* **Task data**
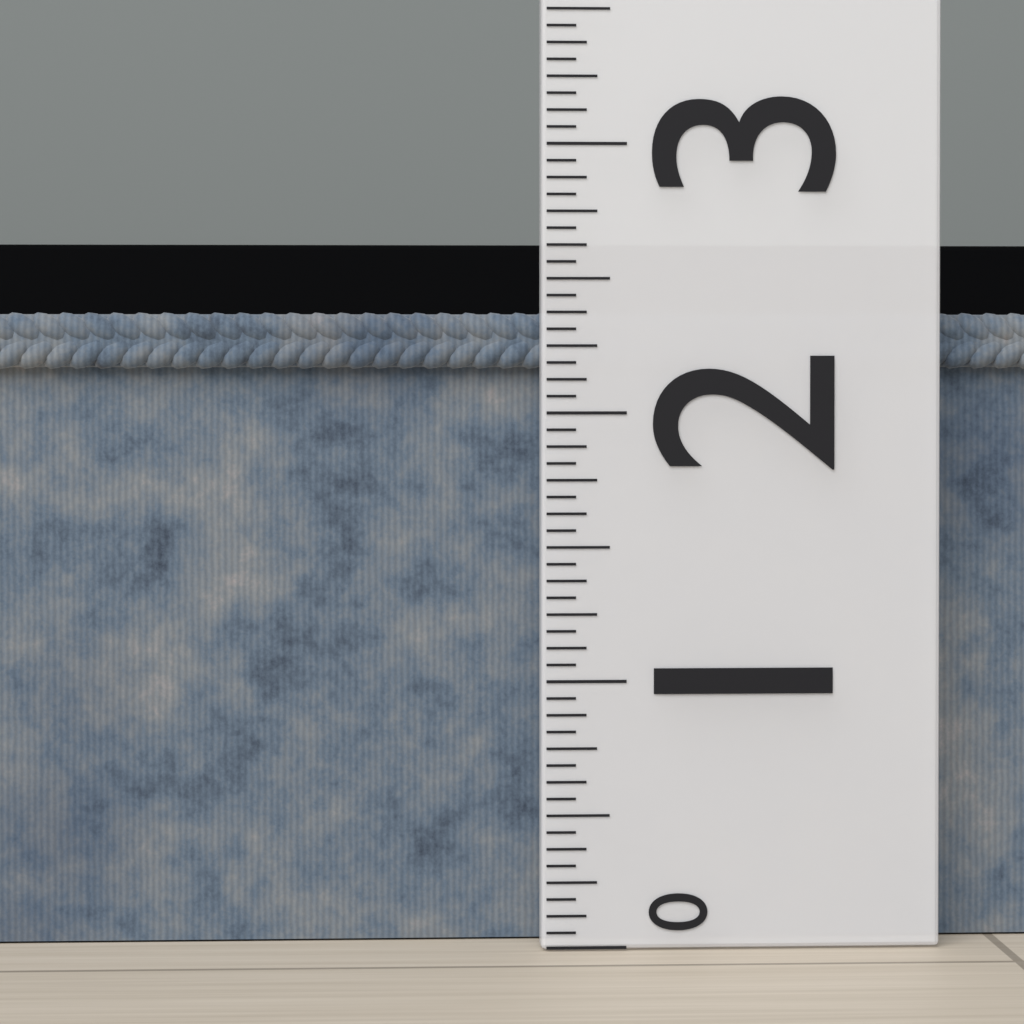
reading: 2.3750 (no unit)
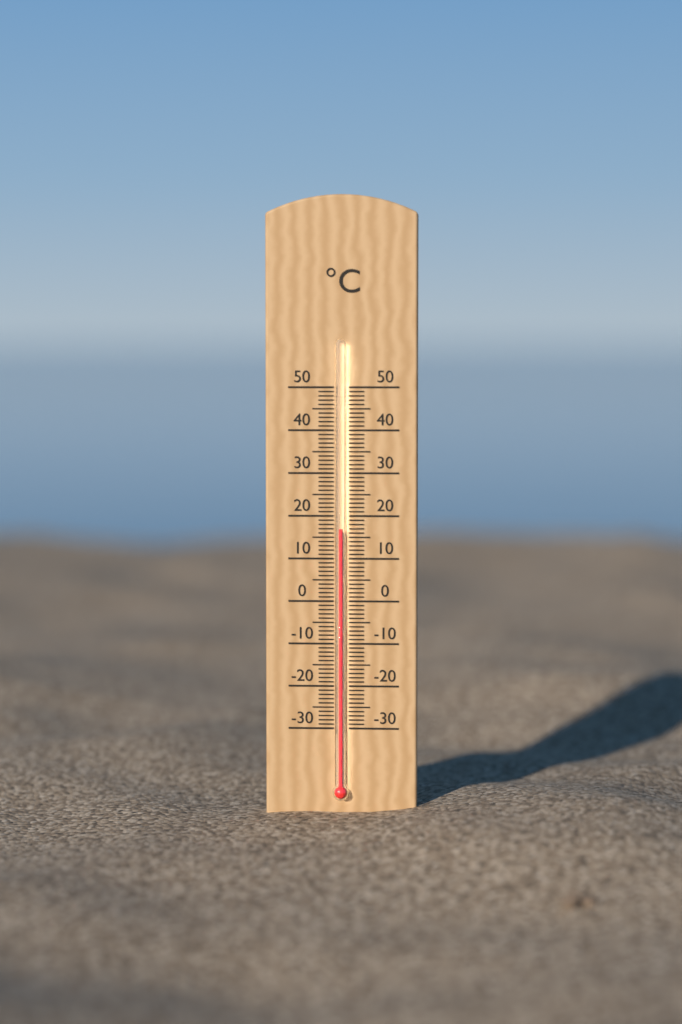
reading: 17 °C
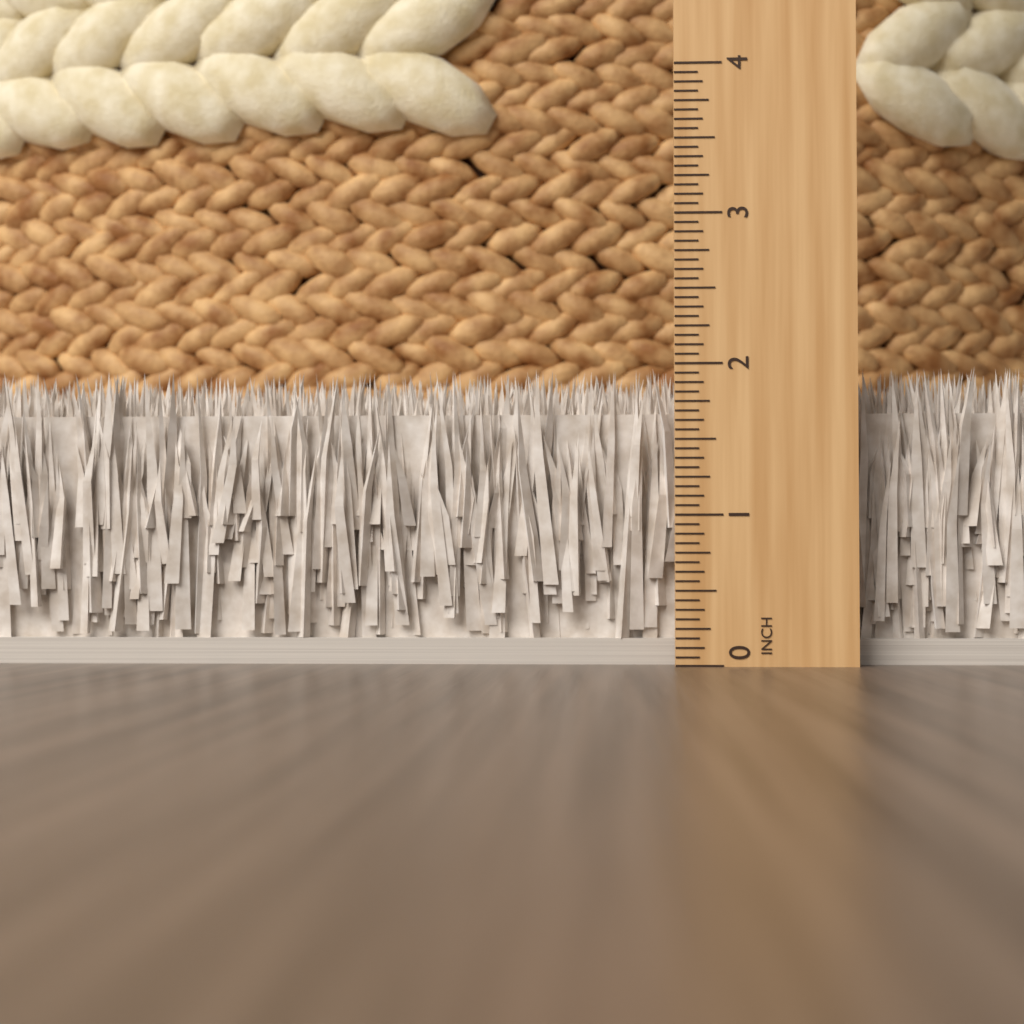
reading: 2.0000 in
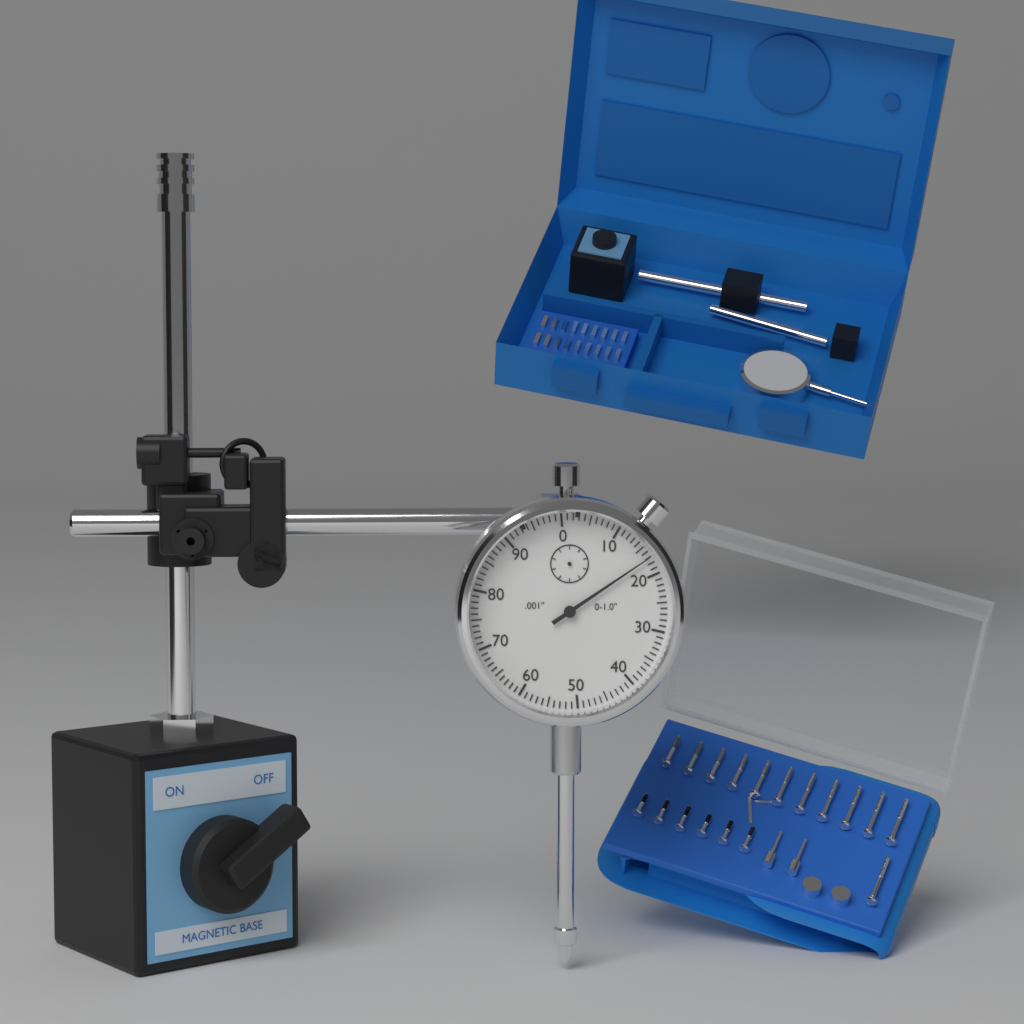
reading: 0.017 in
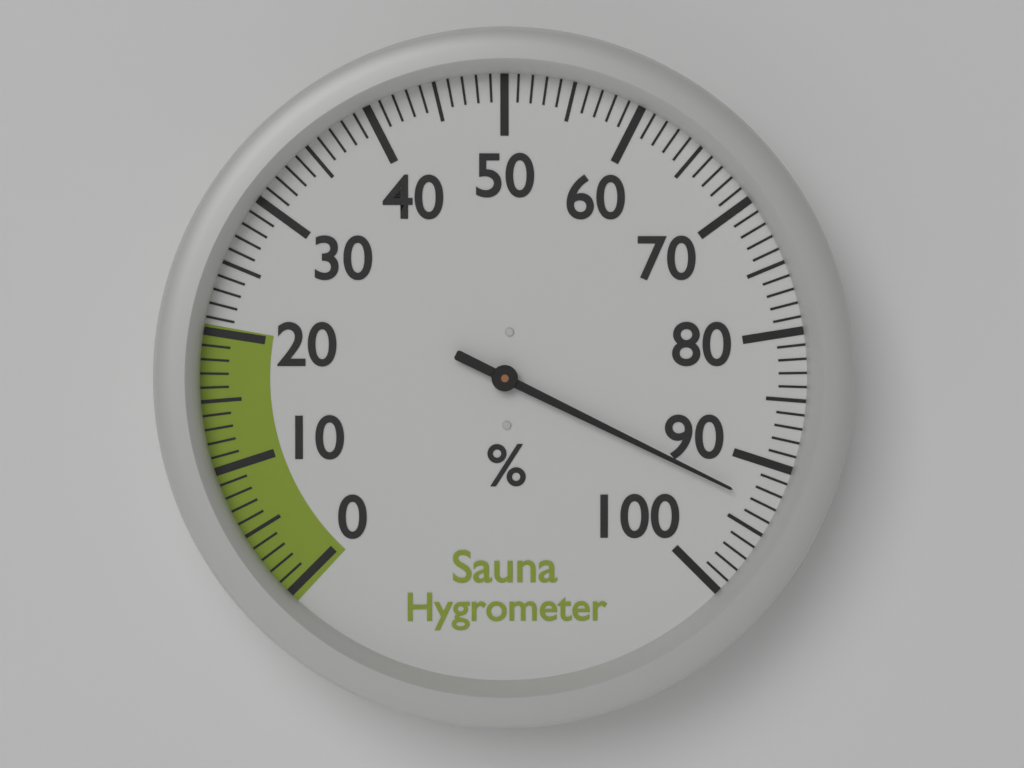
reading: 93 %
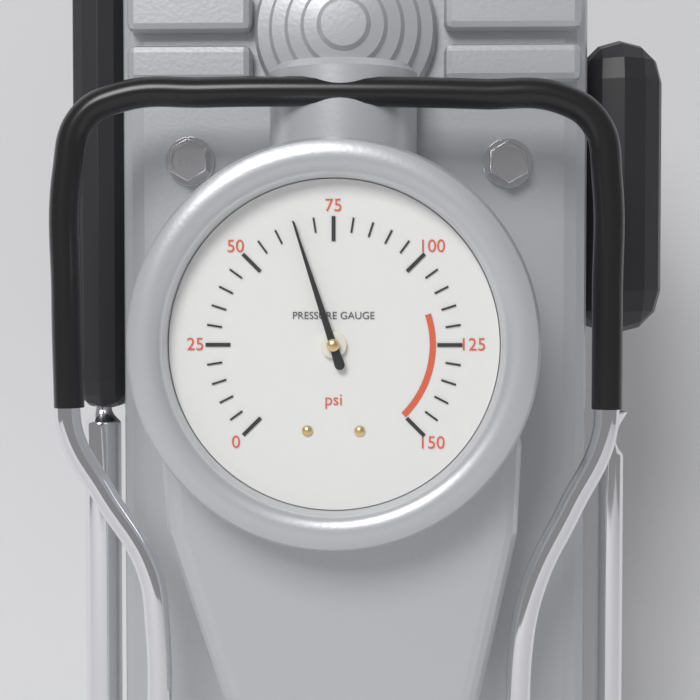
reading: 65 psi
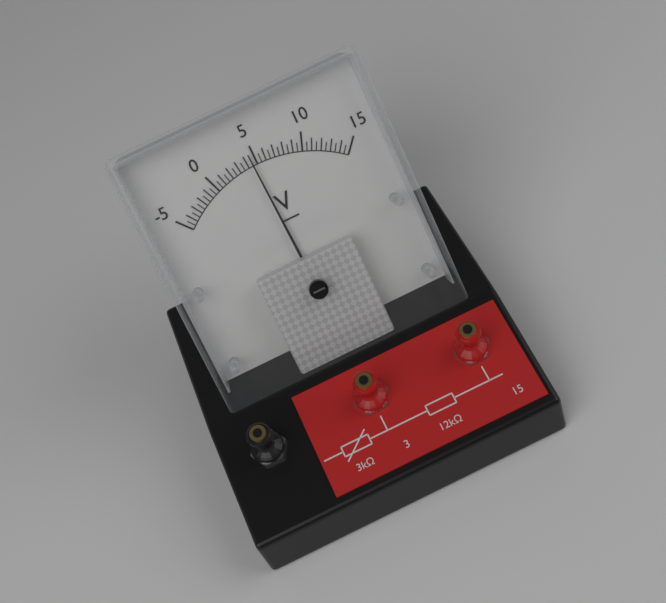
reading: 4.5 V
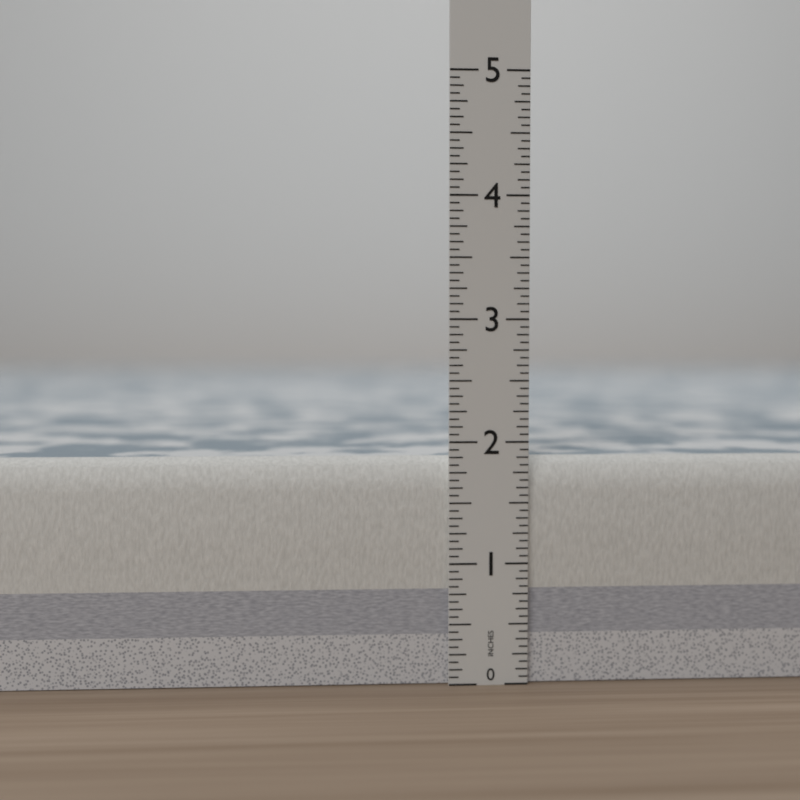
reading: 1.8750 in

* **Task**
Retype each record exactly as it appears above and drop the images.

* **Task output**
reading: 2.3750 (no unit)
reading: 17 °C
reading: 2.0000 in
reading: 0.017 in
reading: 93 %
reading: 65 psi
reading: 4.5 V
reading: 1.8750 in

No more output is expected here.